↓

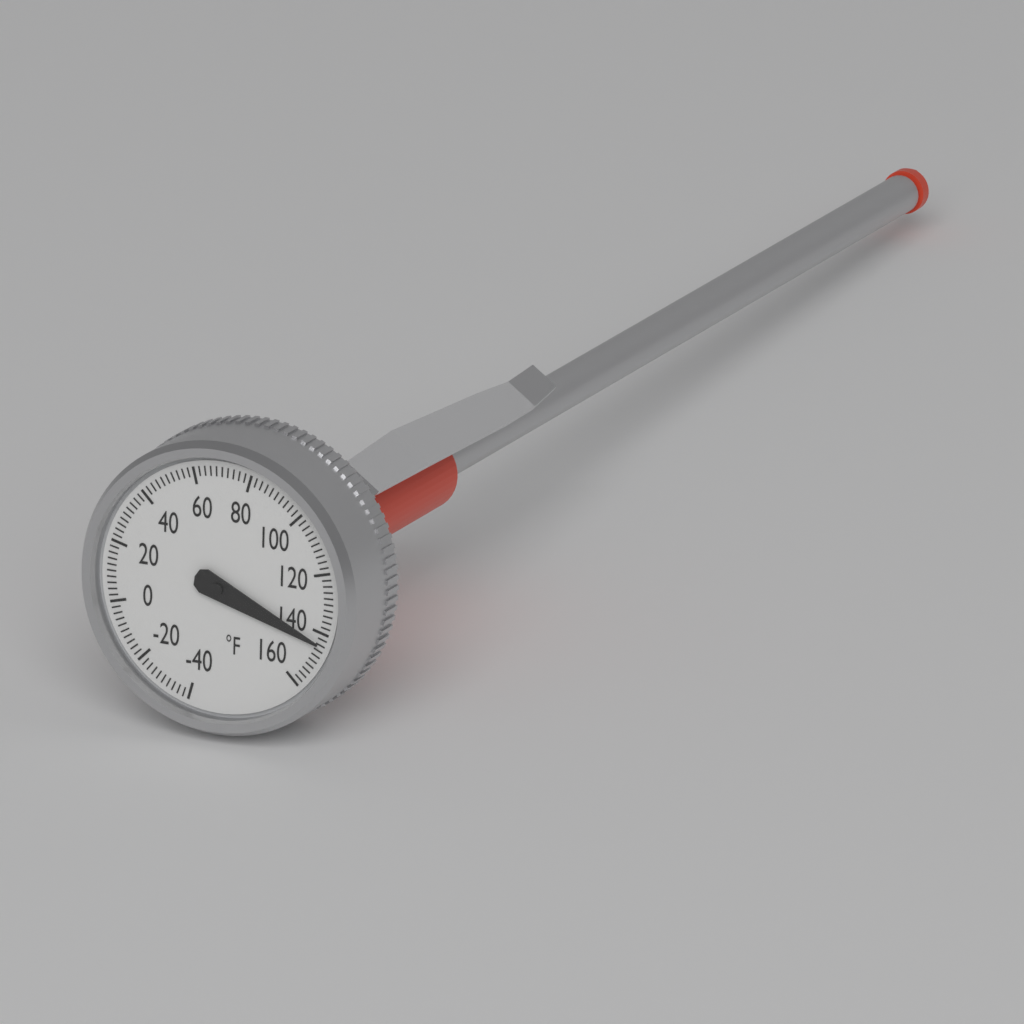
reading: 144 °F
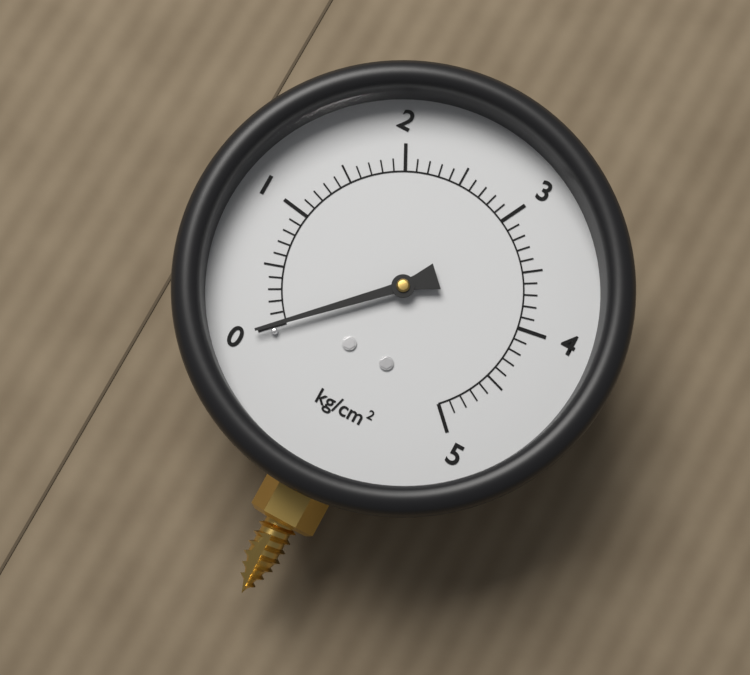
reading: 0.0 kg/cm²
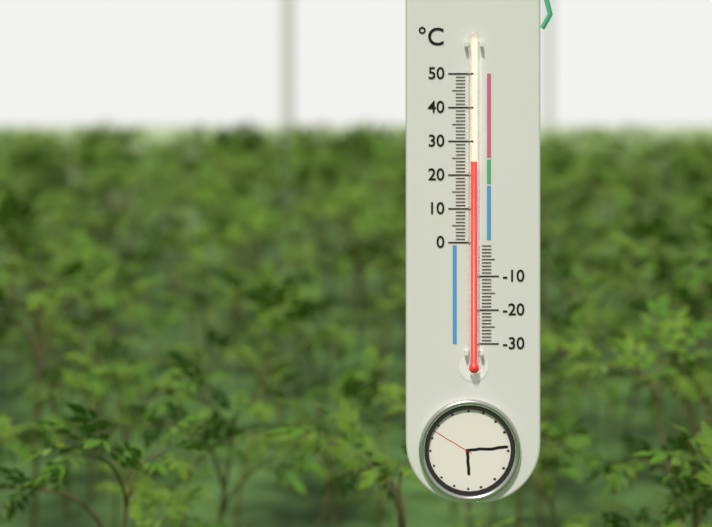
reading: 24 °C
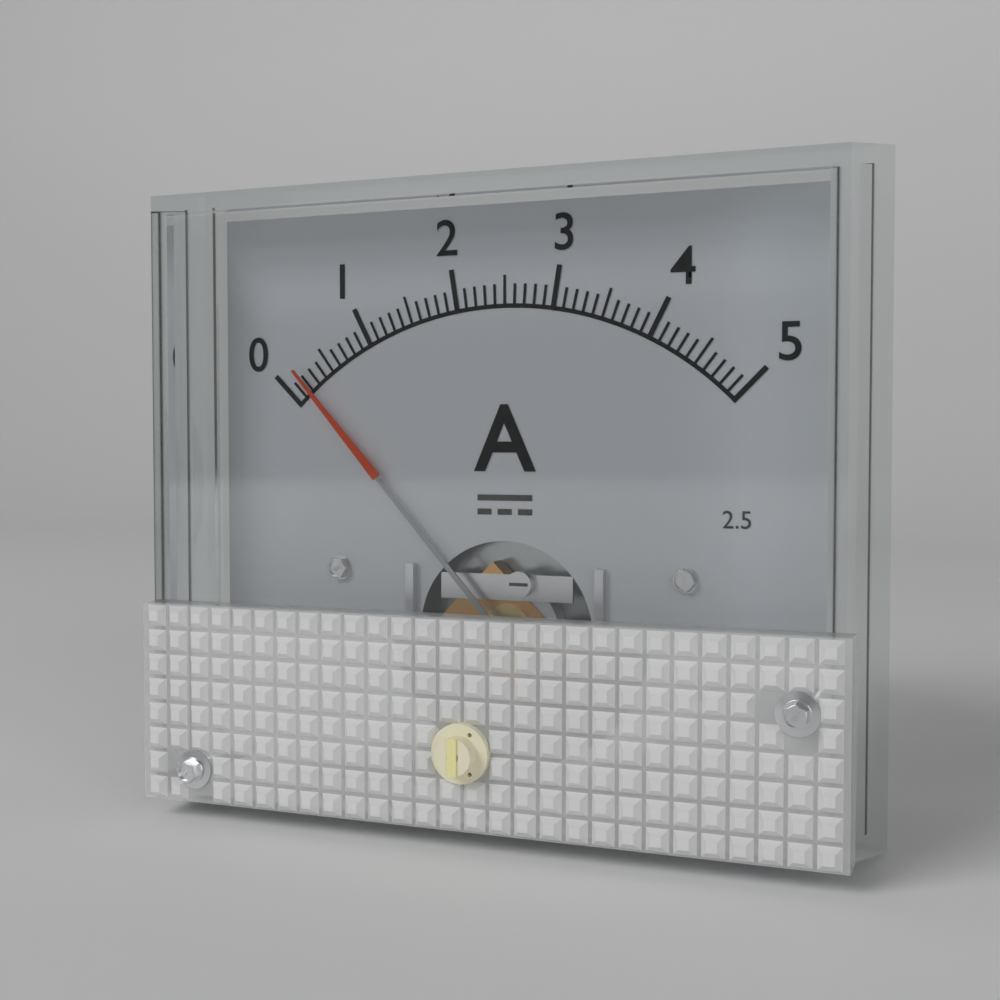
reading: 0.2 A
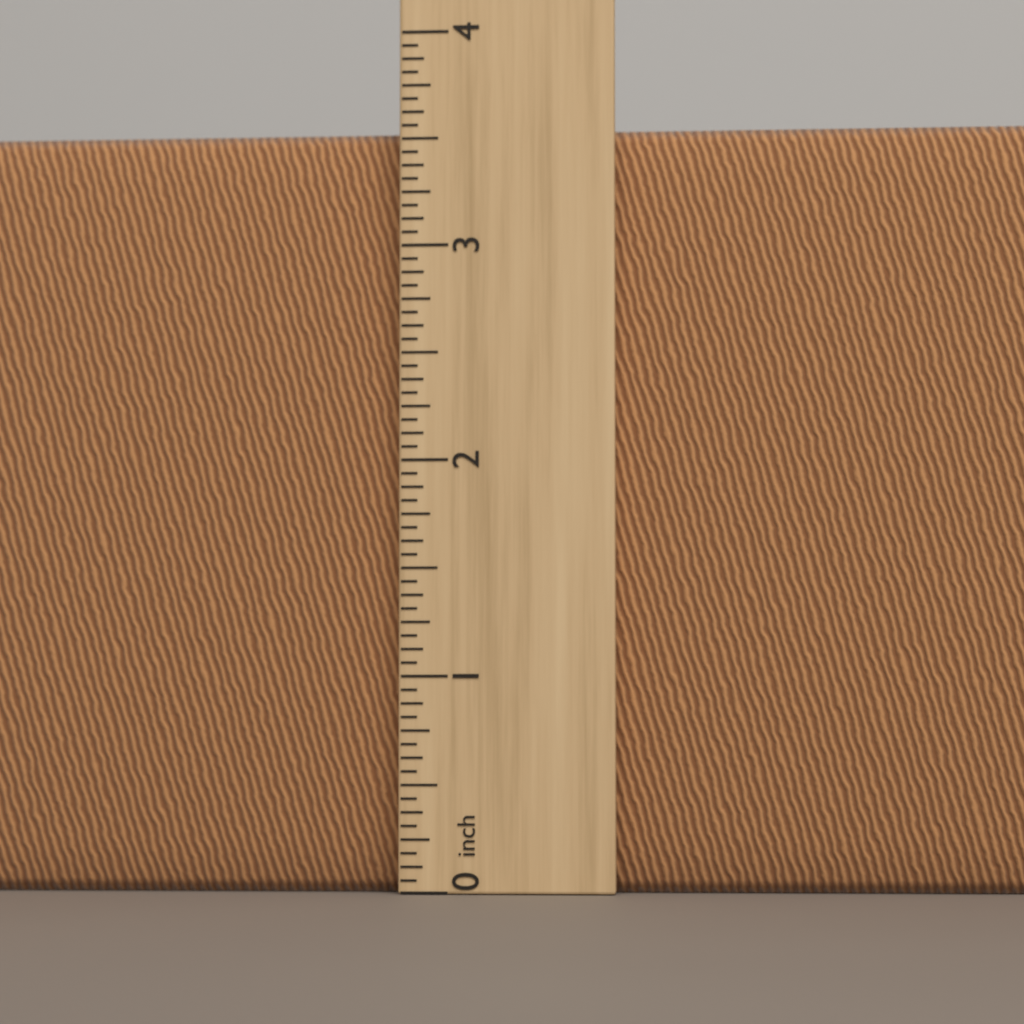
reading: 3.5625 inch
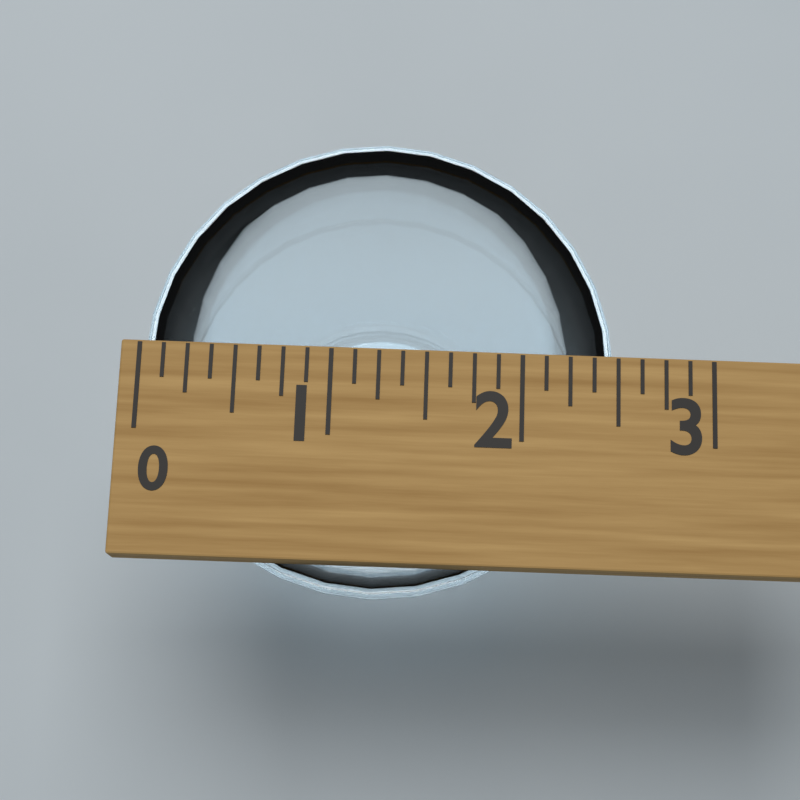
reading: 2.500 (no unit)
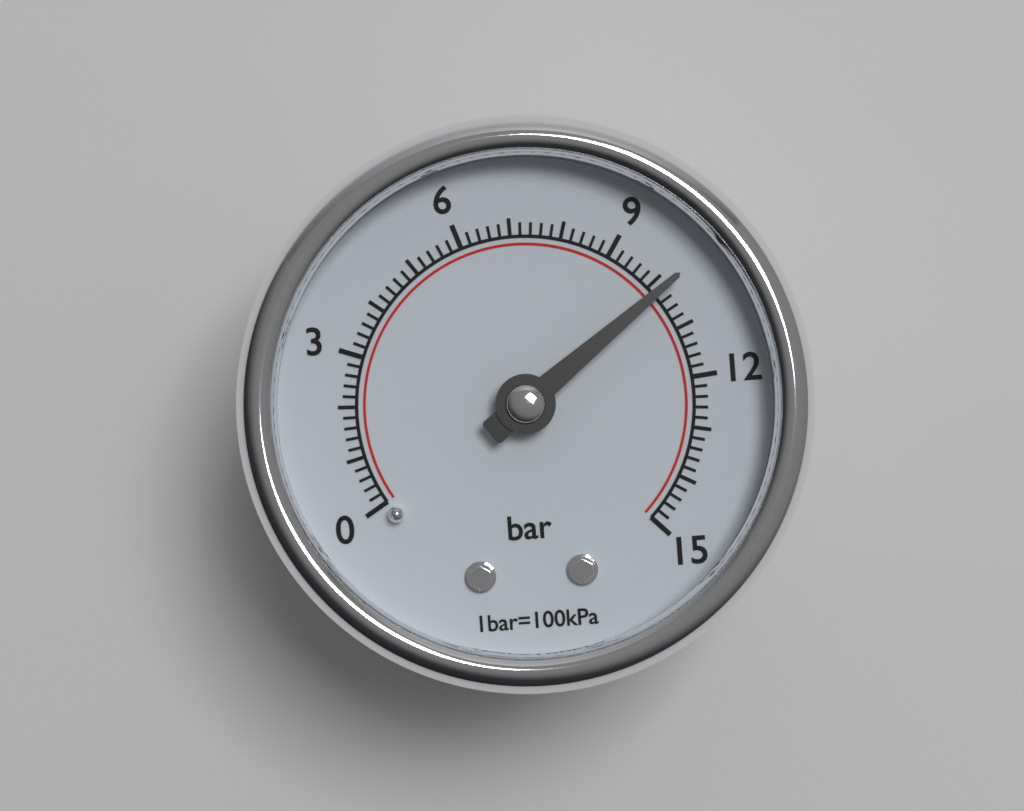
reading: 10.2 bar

↑

Assignment:
Return every entry above word for word, and include no images.

Solution for this exercise:
reading: 144 °F
reading: 0.0 kg/cm²
reading: 24 °C
reading: 0.2 A
reading: 3.5625 inch
reading: 2.500 (no unit)
reading: 10.2 bar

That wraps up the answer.